The closer Jack looked, the more he realized he was looking at a sort of weapons locker, and inside were several Eteea machines, one of them the O/A.
“Hey! What are these doing here?”
“The Eteean staff brought them in here for us,” answered Amelia, and Jack went to pluck up his machine, but Argus got in his way, taking it for himself.
“Uh-uh,” he shook his finger. “Remember? This is my machine, now.”
“Jack, here,” Amelia pointed to a machine with an amber glow. “Your dad said you should use this one.”
He held the device in his hand and felt the awesome power of the multiverse. The connection was instantaneous, and, though the machine seemed less powerful than the O/A, he knew it would work. The things he could do. He’d show them who was best at operating these machines.
The mazes suspended above them started to make sense. The passages of light. The spinning objects and the intersecting tracks. It was an obstacle course, and Jack prepared to run it, but before he got started, Amelia took a machine in her hands and it flared up with a rosy hue. Jack could see right away she needed help. Problem was, Argus saw it too.
“It’s okay,” Argus edged close and held her hands as she handled the machine. “You can feel how strong it is, can’t you?”
“Yeah,” she said breathlessly. “Jack, this is amazing. You never told me how this feels.”

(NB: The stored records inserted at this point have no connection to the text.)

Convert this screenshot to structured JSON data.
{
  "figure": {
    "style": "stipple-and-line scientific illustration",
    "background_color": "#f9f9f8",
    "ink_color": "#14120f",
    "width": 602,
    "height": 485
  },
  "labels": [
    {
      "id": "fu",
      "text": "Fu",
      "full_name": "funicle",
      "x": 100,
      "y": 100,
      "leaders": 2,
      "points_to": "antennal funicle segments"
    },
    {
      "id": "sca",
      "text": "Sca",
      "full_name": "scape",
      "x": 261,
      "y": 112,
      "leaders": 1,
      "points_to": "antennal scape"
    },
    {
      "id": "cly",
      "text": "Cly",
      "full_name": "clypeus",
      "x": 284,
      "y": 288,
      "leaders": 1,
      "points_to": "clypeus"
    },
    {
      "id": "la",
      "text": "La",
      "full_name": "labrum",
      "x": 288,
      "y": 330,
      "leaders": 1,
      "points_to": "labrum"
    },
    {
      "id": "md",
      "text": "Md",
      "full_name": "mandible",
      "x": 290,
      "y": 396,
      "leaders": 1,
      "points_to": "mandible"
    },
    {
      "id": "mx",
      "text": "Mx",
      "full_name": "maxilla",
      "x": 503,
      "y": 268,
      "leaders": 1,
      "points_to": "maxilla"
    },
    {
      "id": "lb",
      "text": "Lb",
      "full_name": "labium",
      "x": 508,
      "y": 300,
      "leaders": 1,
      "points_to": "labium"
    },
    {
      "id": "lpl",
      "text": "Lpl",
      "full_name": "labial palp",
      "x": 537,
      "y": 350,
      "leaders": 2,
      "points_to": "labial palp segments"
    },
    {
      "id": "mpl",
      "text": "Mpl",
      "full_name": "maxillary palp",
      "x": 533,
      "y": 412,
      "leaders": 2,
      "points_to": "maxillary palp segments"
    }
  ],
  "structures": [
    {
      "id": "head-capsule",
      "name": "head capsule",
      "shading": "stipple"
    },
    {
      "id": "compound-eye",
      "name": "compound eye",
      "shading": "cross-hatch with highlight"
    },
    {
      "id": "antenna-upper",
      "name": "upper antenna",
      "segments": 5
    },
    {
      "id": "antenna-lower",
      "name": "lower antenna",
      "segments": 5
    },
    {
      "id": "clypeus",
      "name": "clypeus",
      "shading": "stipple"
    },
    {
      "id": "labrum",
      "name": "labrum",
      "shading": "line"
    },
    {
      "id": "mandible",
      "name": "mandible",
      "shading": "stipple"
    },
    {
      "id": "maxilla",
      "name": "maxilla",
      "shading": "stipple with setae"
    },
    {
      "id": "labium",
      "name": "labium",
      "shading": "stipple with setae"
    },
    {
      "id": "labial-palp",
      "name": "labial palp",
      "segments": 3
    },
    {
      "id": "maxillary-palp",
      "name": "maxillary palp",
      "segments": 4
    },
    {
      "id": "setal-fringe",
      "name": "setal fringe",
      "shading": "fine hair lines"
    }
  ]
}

Jack was about to tell her to hold on because the feeling would only become more intense after she actually achieved omnidimensional energy absorption. Argus, as usual, beat him to the punch.
“Just wait,” he said. “It gets better. Now press and hold.”

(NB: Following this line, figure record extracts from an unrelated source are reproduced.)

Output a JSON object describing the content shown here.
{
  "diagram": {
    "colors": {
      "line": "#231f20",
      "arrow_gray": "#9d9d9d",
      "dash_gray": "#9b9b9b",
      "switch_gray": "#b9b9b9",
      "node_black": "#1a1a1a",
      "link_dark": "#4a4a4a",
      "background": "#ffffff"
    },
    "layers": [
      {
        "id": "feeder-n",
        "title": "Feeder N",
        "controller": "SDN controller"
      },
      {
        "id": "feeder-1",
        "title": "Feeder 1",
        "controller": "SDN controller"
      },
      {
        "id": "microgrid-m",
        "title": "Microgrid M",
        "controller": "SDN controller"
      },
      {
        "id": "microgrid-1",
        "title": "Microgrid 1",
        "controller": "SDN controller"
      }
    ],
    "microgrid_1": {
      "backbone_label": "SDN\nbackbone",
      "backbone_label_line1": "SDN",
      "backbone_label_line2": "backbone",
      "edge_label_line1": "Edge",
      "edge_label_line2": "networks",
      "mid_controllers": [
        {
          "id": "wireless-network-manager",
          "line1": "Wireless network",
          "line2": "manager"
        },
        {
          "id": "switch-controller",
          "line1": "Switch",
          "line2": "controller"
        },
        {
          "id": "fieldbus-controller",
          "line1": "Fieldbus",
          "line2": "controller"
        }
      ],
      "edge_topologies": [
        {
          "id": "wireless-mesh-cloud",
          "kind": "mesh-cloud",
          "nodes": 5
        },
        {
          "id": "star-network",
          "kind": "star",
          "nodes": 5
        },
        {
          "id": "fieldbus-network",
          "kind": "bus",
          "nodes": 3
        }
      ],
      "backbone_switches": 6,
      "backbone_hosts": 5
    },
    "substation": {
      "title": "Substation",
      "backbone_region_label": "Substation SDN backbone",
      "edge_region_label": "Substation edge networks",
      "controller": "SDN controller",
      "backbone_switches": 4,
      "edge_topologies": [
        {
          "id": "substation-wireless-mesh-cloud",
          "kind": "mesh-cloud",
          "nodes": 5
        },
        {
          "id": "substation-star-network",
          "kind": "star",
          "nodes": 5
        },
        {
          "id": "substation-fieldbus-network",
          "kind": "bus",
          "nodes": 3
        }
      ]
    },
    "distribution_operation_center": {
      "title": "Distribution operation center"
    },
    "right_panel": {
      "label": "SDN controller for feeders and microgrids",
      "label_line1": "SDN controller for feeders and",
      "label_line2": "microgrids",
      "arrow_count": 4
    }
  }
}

She hesitated for a moment, saving a special glance for Jack. Then she did as Argus instructed, holding her palm on the machine. Whistling. Chirping. Churning. An internal lightning storm. Her machine powered up rapidly, and Jack saw a familiar sight. Duplicates of Amelia. Hundreds, thousands, millions of them, merging into her one after the other, so fast it was a blur. When it was all over, Amelia glistened with ethereal energy.

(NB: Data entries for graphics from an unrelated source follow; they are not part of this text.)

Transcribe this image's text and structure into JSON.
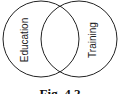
{
  "diagram": {
    "type": "venn",
    "sets": [
      {
        "label": "Education"
      },
      {
        "label": "Training"
      }
    ],
    "caption": "Fig. 4.2",
    "stroke_color": "#222222"
  }
}
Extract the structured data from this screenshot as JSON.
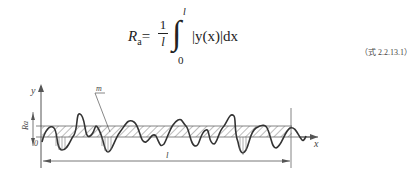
{
  "formula": {
    "lhs_symbol": "R",
    "lhs_subscript": "a",
    "equals": "=",
    "fraction_numerator": "1",
    "fraction_denominator": "l",
    "integral_sign": "∫",
    "integral_upper": "l",
    "integral_lower": "0",
    "integrand": "|y(x)|dx",
    "equation_number": "（式 2.2.13.1）"
  },
  "diagram": {
    "y_axis_label": "y",
    "x_axis_label": "x",
    "mean_line_label": "m",
    "ra_label": "Ra",
    "origin_label": "0",
    "length_label": "l"
  }
}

“Oh my…oh my…” she looked at her hands, watching the slight trail of duplicates follow her movements. “This is so weird!”
“Okay,” Argus nodded. “You’ve done it. Maximum power absorption. Good job. Now we can use this facility for what it was intended. We call this the Discovery Room for a reason—to discover our Eteea machines. So, Amelia…discover away!”
She seemed mystified.
“I-I don’t know what to do.”
“It’s easy,” Jack seized his chance to help. “Just think it, and it will happen.”
“Yeah, watch,” Argus pressed the O/A and an instant translucent globe appeared around him, lifting him off the floor five, ten, twenty feet. “Come on up, the air’s fine!”
With a giggle, Amelia closed her eyes, then had to open them again quickly when her own pinkish sphere popped into place, surrounding her and taking her up. Soon she was hovering at the same altitude as Argus, and together they began to follow the light maze in a series of twists and turns, climbs and dives. Faster and faster they flew, spinning and circling each other as they went.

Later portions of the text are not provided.